Please Plan Accordingly
This is the most important thing I learned in school: no matter how large or small, no matter how improbable and remote, everything out there is related, linked, connected.
Not only is this possible, it is logical. The water in your bottle traveled from the bottom of a kelp forest in the Pacific on the back of a sea lion, evaporated into the stratosphere, fell onto a remote ridge line in an alpine storm, and flowed back down as pure, cold mountain meltwater. Many cycles affect every existing living and nonliving aspect of the natural world.
Above the Routeburn Valley
Along the coast of Abel Tasman National Park
Brewster Hut in Mount Aspiring National Park
Lake Te Anau from the Kepler Track
Interconnectedness is easy to accept in theory. It took me longer to truly understand and appreciate it.
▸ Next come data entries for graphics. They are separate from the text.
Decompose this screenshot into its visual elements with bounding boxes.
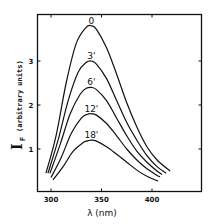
x-tick-label: 400 <box>145 196 160 204</box>
y-axis-symbol: I <box>9 143 25 150</box>
curve-label: 3' <box>87 51 95 61</box>
curve-label: 18' <box>84 130 98 140</box>
x-tick-label: 350 <box>94 196 109 204</box>
y-axis-title: I F (arbitrary units) <box>9 60 27 150</box>
y-axis-units: (arbitrary units) <box>16 60 24 132</box>
curve-18min <box>53 140 158 181</box>
curve-labels: 03'6'12'18' <box>84 16 98 140</box>
axis-ticks: 300350400123 <box>29 15 202 205</box>
curve-label: 12' <box>84 104 98 114</box>
y-tick-label: 1 <box>29 146 34 154</box>
curve-label: 0 <box>89 16 95 26</box>
curve-3min <box>48 61 166 173</box>
x-tick-label: 300 <box>44 196 59 204</box>
y-tick-label: 2 <box>29 102 34 110</box>
curves <box>46 25 170 181</box>
curve-label: 6' <box>87 77 95 87</box>
y-axis-subscript: F <box>19 137 27 141</box>
x-axis-title: λ (nm) <box>87 208 117 218</box>
fluorescence-chart: 300350400123 03'6'12'18' I F (arbitrary … <box>0 0 213 224</box>
y-tick-label: 3 <box>29 58 34 66</box>
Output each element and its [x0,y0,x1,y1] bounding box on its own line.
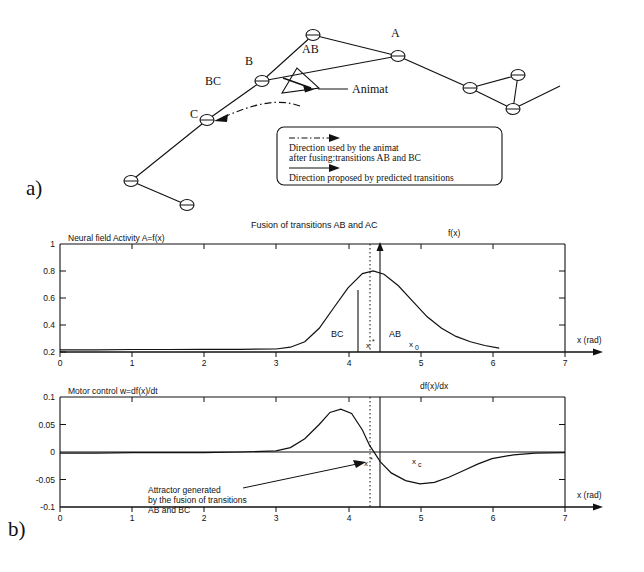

Nature is far too large for any individual alone to understand and appreciate.
We must suspend our disbelief to clearly see the relationships which bind it all together and to not lose ourselves in sublimity.
Doubtful Sound
You and I are part of this natural order. We are another dimension of the natural world for water to pass through, just as through a cloud or glacier. Wherever we look, from the tallest snowcapped peak to the smallest photosynthesizing cells, this is true.
Lake Wānaka from Roy’s Peak
Mount Hooker at sunrise, Mount Aspiring National Park
Seeing this, we can begin to understand how the world is connected to itself, over and over and over again.
Stars over Long Beach, Otago
Sunset over Lake Wānaka, seen from Route 6
Anything you do will impact something else.
Plan accordingly.
Originally from Redding, Connecticut, Nick has worked and learned in the outdoors his whole life. He is an avid adventurer and immensely curious, and his passion to explore and learn about the natural world has brought him across the United States, Europe, the Pacific Ocean, and Africa, from New England to New Zealand to Madagascar. He draws inspiration and energy from the beautiful landscapes and ecosystems he sees and studies, and currently works in the Bahamas to study and protect them.
Discover more from Nicholas Nonnenmacher.